Las Vegas Sun

April 25, 2024

Zoo snarled in fiscal tangles

Federal complaints about animal care aren't the only difficulties the Southern Nevada Zoological Park is facing.

The city of Las Vegas has sued the zoo -- or more specifically, the corporation owned by Dingle that leases the site to the zoo -- because it stopped making payments on a $157,000 loan in November 1993.

In addition, the suit charges, Dingle's firm never signed over deeds of trust for security on the loan as promised in a 1992 loan modification agreement with the city.

Dingle said he is taking care of the deed transfers, that he now has the cash flow to begin making payments and that he expects the suit to be resolved soon.

Dingle's critics, however, also note that as a condition for receiving the original loan in 1989, the zoo director promised to create 12 new, permanent full-time jobs.

That, everyone agrees, never happened.

Dingle's corporation, the Southern Nevada Zoological Park Inc., originally obtained the loan from the city under a Community Development Block Grant program.

During the 1980s cities began using the block grants, which had been traditionally used for housing, to promote job creation, said Richard Welch, a former city employee who administered the loan.

Whatever the reasoning, said Welch, who became director of the city's Economic Development Department shortly after the loan was granted, it didn't work.

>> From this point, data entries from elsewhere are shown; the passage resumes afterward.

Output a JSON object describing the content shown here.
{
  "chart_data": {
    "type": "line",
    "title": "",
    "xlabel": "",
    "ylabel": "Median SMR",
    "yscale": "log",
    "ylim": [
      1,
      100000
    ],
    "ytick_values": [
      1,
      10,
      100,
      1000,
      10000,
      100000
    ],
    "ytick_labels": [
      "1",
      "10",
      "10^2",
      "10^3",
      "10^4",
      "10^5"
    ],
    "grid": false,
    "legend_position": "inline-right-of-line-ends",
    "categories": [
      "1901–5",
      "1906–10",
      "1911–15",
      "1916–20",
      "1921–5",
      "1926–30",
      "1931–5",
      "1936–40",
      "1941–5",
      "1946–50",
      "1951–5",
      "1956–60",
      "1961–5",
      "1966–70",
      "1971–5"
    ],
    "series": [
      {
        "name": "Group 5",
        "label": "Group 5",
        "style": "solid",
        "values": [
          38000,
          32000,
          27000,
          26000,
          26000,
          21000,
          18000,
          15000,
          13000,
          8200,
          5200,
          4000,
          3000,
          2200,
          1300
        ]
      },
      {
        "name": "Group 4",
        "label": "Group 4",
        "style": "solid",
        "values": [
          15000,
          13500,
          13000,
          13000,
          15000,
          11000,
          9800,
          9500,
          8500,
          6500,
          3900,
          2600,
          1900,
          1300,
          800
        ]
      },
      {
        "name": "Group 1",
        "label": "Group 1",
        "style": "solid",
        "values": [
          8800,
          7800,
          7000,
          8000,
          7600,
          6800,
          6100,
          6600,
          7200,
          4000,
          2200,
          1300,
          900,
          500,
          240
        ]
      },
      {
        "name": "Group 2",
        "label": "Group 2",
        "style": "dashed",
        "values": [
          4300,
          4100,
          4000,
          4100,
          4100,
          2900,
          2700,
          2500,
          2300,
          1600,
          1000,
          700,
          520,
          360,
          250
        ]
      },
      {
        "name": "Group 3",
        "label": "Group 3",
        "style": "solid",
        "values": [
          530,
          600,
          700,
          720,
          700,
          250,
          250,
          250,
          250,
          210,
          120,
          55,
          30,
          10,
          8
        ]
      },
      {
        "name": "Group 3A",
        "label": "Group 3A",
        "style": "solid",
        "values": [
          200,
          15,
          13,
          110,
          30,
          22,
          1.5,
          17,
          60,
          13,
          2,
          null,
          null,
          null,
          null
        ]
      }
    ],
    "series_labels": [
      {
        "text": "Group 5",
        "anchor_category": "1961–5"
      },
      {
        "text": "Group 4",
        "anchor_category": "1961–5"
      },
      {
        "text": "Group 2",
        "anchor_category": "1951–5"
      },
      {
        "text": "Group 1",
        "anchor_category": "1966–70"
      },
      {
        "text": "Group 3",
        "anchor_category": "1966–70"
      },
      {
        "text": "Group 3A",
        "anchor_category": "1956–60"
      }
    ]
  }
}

"Maybe the council wanted to help the zoo," he said, "so they tried to put a square peg in a round hole."

Dingle succeeded in creating a few part-time jobs, Welch said, but they didn't last. The department would periodically write Dingle letters about not creating the jobs, Welch said, but the money was not there.

"It's really a sad story," Welch said. "He was trying to do his best. Obviously he got some bad advice."

In fact, the loan became a problem almost immediately.

While Dingle's corporation was to have made monthly payments of $1,584, the suit states he paid off only $3,675 before he requested a renegotiation of the loan.

The city eventually agreed to waive the 8 percent interest and lower the payments to $600 a month. But even that turned out to be too much.

The problem, Dingle says, is that the nonprofit Nevada Zoological Foundation, which runs the zoo, never had the money to pay "anywhere near the full lease payments."

That rent, he said, comes to $21,710 a month for the four parcels totaling about 4 acres under and around the zoo.

As a result, he said, the zoo is not only in arrears on the loan, but is losing its 1 1/2-acre parking lot to foreclosure.

"We haven't made a mortgage payment in two years," he said.

Dingle said he was trying to sell the parking lot to get out from under that payment when the city filed suit.

The city, he said, apparently misunderstood his intent.

As for the CDBG loan, Dingle said, he was told years ago not to worry about it.

"They told me I was the only one who ever made a payment on one."

Dingle also called the loan's job-creation requirements "unrealistic," but he predicted those positions eventually will be created as the zoo grows.

Everything, he said, is in the process of being worked out.

"I'm confident the matter will be dropped and we will begin making payments shortly."

Deputy City Attorney Steve Jones was more cautious, but confirmed negotiations were in progress.

"The city wants the money that's due it, obviously," Jones said. "But we don't want to run the zoo out of business in collecting."